Friday, April 5, 2019

Politically powerless, sparsely populated county is focus of risky gold-mining process

With just 900 residents, many of them immigrants and their families working in agriculture, Clark County is Idaho's least-populated county. Yet it is larger than the state of Rhode Island. It lies just west of Yellowstone National Park, in a watershed where fresh water feeds into the lifeblood of Idaho -- the Snake River Plain Aquifer. Clark also occupies the southern flank of the Continental Divide's Centennial Mountains, a prime migration corridor for wildlife in the Greater Yellowstone Ecosystem.



Kilgore, Idaho, the Kilgore Project's namesake.
But with a tiny, isolated and politically voiceless population, limited communications and no effective news media serving as a watchdog, Clark has become a prime target for Canada's Otis Gold Corp., and its ambitions for a massive open-pit gold mine on public land.

It's called the Kilgore Project.

Under a 19th-century federal law passed during the post-Civil War Reconstruction era, Otis is authorized to begin exploratory road building and drilling during summer 2019.

Otis Gold and its investors hope to find substantial deposits on Caribou-Targhee National Forest -- gold that is publicly owned American wealth for which Otis would not have to pay the American people any royalties.

Perhaps worse: Otis envisions using a cyanide-based process in a 12,500-acre open-pit mine just a few miles south of Montana, which banned that very same process because of the devastating legacy it has left for Montanans to deal with.

Let Caribou-Targhee National Forest's Dubois Ranger District, and U.S. Sen. Mike Crapo and Rep. Michael Simpson (Republicans of nearby Idaho Falls), know what you think.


Wherever the word "tenure" turns up in a line of the entries, copy that line.
..........
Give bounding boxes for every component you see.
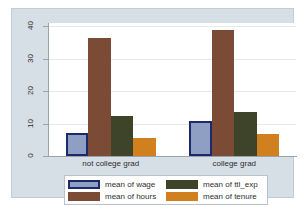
gridline — [49, 124, 296, 125]
legend-swatch — [68, 192, 100, 201]
gridline — [49, 91, 296, 92]
y-axis-tick-mark — [43, 26, 48, 27]
y-axis-tick-label: 40 — [26, 16, 35, 36]
legend-label: mean of hours — [105, 192, 156, 201]
y-axis-tick-mark — [43, 124, 48, 125]
y-axis-line — [48, 23, 49, 157]
bar — [133, 138, 156, 156]
bar — [212, 30, 235, 156]
legend-entry: mean of hours — [68, 192, 166, 201]
bar — [257, 134, 280, 156]
bar — [189, 121, 212, 156]
bar — [66, 133, 89, 156]
y-axis-tick-label: 0 — [26, 146, 35, 166]
y-axis-tick-label: 10 — [26, 113, 35, 133]
gridline — [49, 59, 296, 60]
bar-chart-screenshot: 010203040 not college gradcollege grad m… — [0, 0, 305, 205]
legend: mean of wagemean of ttl_expmean of hours… — [64, 175, 268, 205]
legend-label: mean of tenure — [203, 192, 257, 201]
x-axis-category-label: college grad — [173, 159, 297, 168]
legend-label: mean of wage — [105, 180, 155, 189]
y-axis-tick-label: 30 — [26, 48, 35, 68]
legend-swatch — [166, 192, 198, 201]
legend-swatch — [68, 180, 100, 189]
legend-entry: mean of wage — [68, 180, 166, 189]
gridline — [49, 26, 296, 27]
x-axis-category-label: not college grad — [49, 159, 173, 168]
bar — [88, 38, 111, 156]
y-axis-tick-mark — [43, 59, 48, 60]
y-axis-tick-mark — [43, 91, 48, 92]
bar — [234, 112, 257, 156]
x-axis-line — [48, 156, 297, 157]
legend-swatch — [166, 180, 198, 189]
legend-entry: mean of tenure — [166, 192, 264, 201]
legend-label: mean of ttl_exp — [203, 180, 258, 189]
legend-entry: mean of ttl_exp — [166, 180, 264, 189]
y-axis-tick-mark — [43, 156, 48, 157]
bar — [111, 116, 134, 156]
y-axis-tick-label: 20 — [26, 81, 35, 101]
plot-area — [49, 23, 296, 156]
graph-region: 010203040 not college gradcollege grad m… — [11, 8, 294, 198]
..........
▶ _Solution to the exercise_
legend-label: mean of tenure — [203, 192, 257, 201]
legend-entry: mean of tenure — [166, 192, 264, 201]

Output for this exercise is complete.